Choosing between Tana and Notion? We've broken down the key differences to help you decide which tool is right for your workflow.
Notion
Notion wins overall. 7.0/10 vs 6.5/10. But if meetings and connected knowledge are your real bottleneck, Tana is the better tool at half the price.
Need a full business workspace from day one: Notion, free plan works immediately, no setup required
Run 4+ client meetings per week: Tana, AI meeting agent on Plus at $10/month vs Notion Business at $20/month
Need projects, tasks, and client tracking together: Notion, databases cover more ground than Tana's system
Want knowledge that links itself automatically: Tana, Supertags and Search Nodes outperform Notion databases for connected knowledge
Not sure yet: Start on Notion Free, costs nothing, test whether basic knowledge management is enough
Notion's advantage is breadth and immediacy. Basic notes work on day one. Databases handle projects, client tracking, and content management. AI Meeting Notes and the Agent are on Business at $20/month. Full export to HTML, Markdown, and CSV on every plan including free means there's no migration risk if you leave.
Tana's advantage is depth on two specific things. The AI meeting agent delivers the same meeting documentation capability as Notion Business but costs $10/month on Plus, not $20. And Supertags are more powerful than Notion databases for connected knowledge. When you tag a client, a project, and a meeting, all three update automatically and Search Nodes surface what's relevant without you hunting for it. Notion's databases are excellent but you navigate to them. Tana brings the information to you.
The honest sequence for most solo founders: start on Notion Free, build a client database and one meeting notes page, and spend two weeks using it. If you hit a ceiling where nothing connects to anything else and the manual navigation is the friction, that's the signal to try Tana.
Solo founders use Tana for four main things.
First, meeting notes that actually do something: Tana records your call without a bot, transcribes it, pulls out action items, and links everything to the right client or project.
Second, a second brain for connected knowledge: all your ideas, research, and client notes in one place, linked and searchable.
Third, a lightweight CRM: use Supertags to build a simple contact and client system without paying for a separate CRM.
Fourth, mobile voice capture: record a quick voice note from your lock screen and find it structured and searchable when you get back to your desk.
Solo founders and small teams use Notion for a handful of practical jobs:
Personal knowledge base. Meeting notes, research, ideas, and reference materials all in one searchable place. This is the most common solo use case and the one the free plan handles well.
Project and task tracking. Kanban boards, task lists, timelines, and simple sprint structures built inside databases. Not as purpose-built as Trello or Linear, but good enough for most one-person workflows without the extra subscription.
Client documentation. Project briefs, SOWs, proposals, and client communication logs stored in a linked database. Many consultants and freelancers use Notion as a lightweight client hub.
Content calendar management. Editorial pipelines built as a database: articles, social posts, or campaigns tracked by status, deadline, and channel. A popular use case with creators and marketers.
Meeting notes with AI. On the Business plan, the AI Meeting Notes feature transcribes calls and generates summaries automatically. Similar to Otter.ai or Fireflies, but the output lands inside your Notion workspace rather than a separate app.
Internal wiki. A structured knowledge base for processes, playbooks, and SOPs. Works solo and scales to a small team without rebuilding anything.
The strongest implementation of structured notes in any PKM tool. More flexible than Notion databases.
Excellent transcription and summaries. Action item extraction occasionally misses items buried in long conversations.
Live queries that compound in value the more you use the system. Set once, always current.
Works exactly as described in 60+ languages. Mobile editing is the gap.
Genuinely powerful once built. Require real setup time and a paid plan.
Capture is fast and clean. Workspace management is desktop-only. Android rating 3.1/5 as of early 2026.
Clean and functional. Limited visual customization compared to Notion.
JSON and Markdown export works. Migrating out is a real project, not a quick action.
Best implementation of structured notes and project data at this price. Multiple views from a single dataset with no duplication.
Genuinely useful for multi-step workspace tasks once your pages are organized. Output quality depends on how much context already exists in your workspace. Business plan only.
Accurate transcription and solid summaries. Action item extraction misses brief mentions. The integration into your workspace is the real differentiator over standalone tools. Business plan only.
Powerful scheduled automation, but pricing moves to a credits model May 4, 2026. Too early to evaluate long-term value until per-credit costs are published.
Fast and flexible for structured documents. Not ideal for long-form writing. Most writers still draft in a separate tool.
Publishes Notion pages as public websites cleanly. Custom domain costs $8/month additional. Good for simple public-facing pages, not a full website builder.
Full workspace export to HTML, Markdown, CSV, and PDF on all plans including free. One of the best data portability policies in this category.
Full workspace functionality on iOS and Android. Agent works on mobile from version 3.2. Database navigation is slower on a phone than on desktop.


The whole listing that follows is to be restated word for word, images excluded.

------------------------------

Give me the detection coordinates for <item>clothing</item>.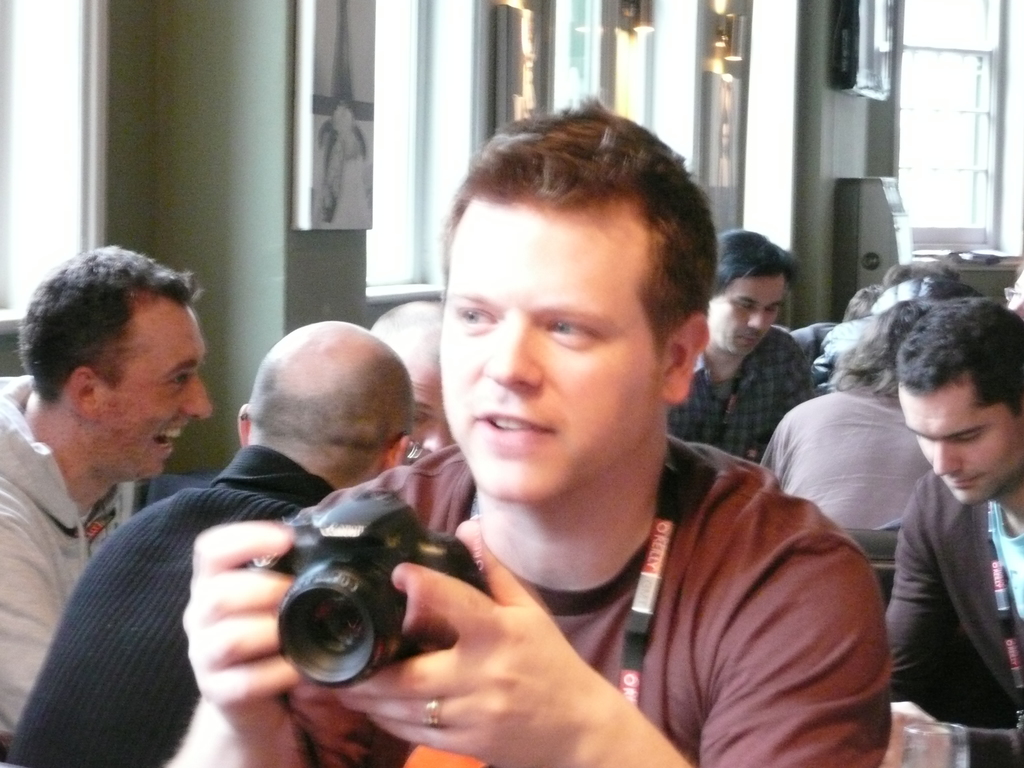
[left=4, top=445, right=330, bottom=767].
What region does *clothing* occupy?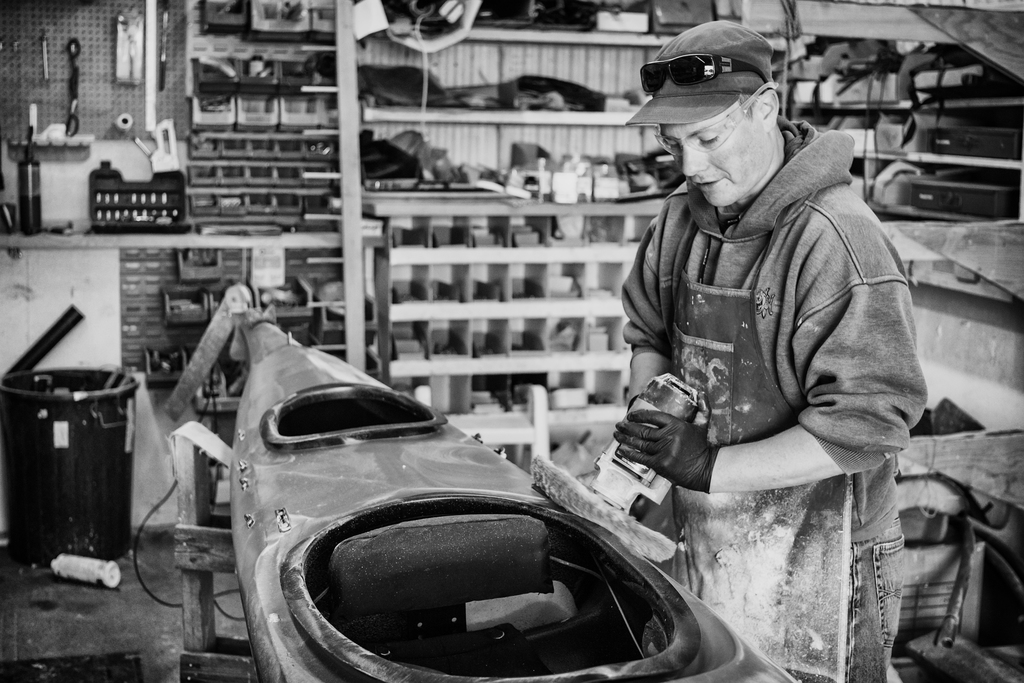
Rect(616, 125, 927, 682).
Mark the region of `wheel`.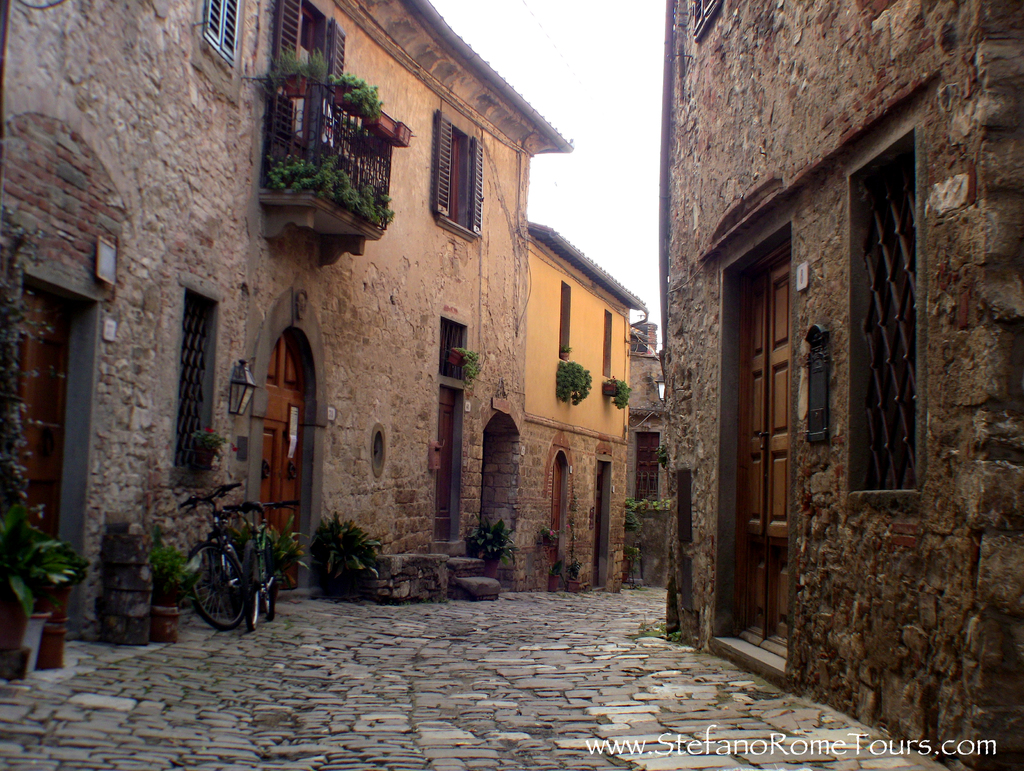
Region: rect(243, 539, 260, 629).
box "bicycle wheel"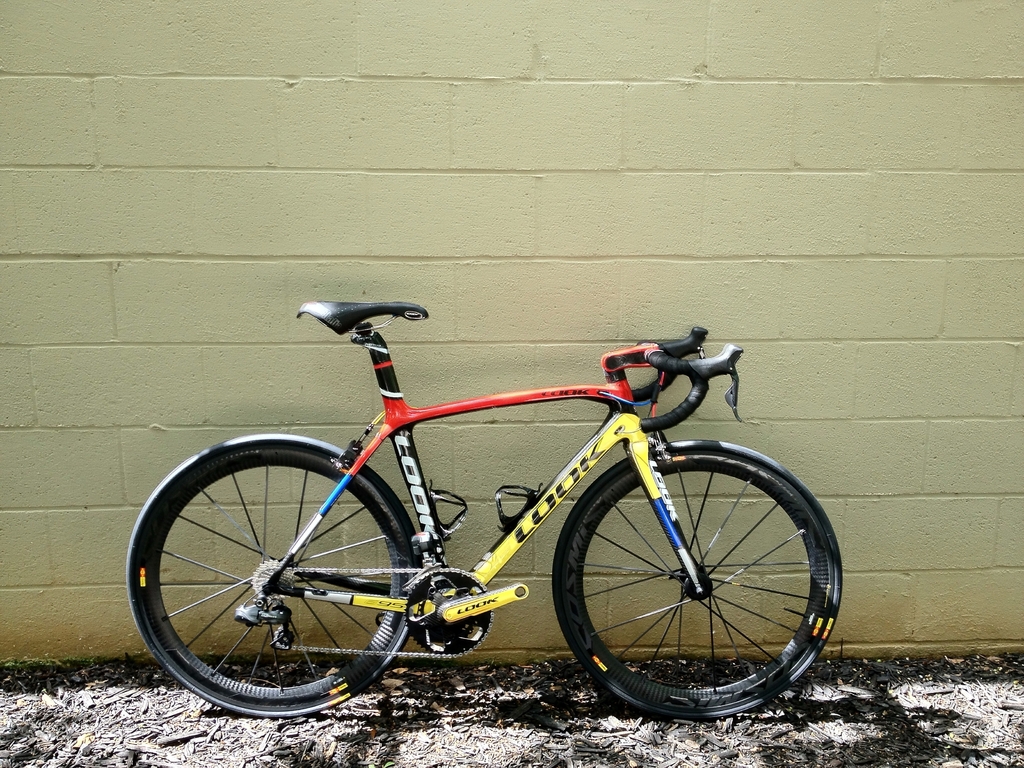
{"left": 125, "top": 442, "right": 451, "bottom": 734}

------------------------------

**Solution to this problem:**
Give me the detection coordinates for <item>clothing</item>.
[left=4, top=445, right=330, bottom=767].
What region does *clothing* occupy?
Rect(616, 125, 927, 682).
Mark the region of `wheel`.
Region: rect(243, 539, 260, 629).
box "bicycle wheel"
{"left": 125, "top": 442, "right": 451, "bottom": 734}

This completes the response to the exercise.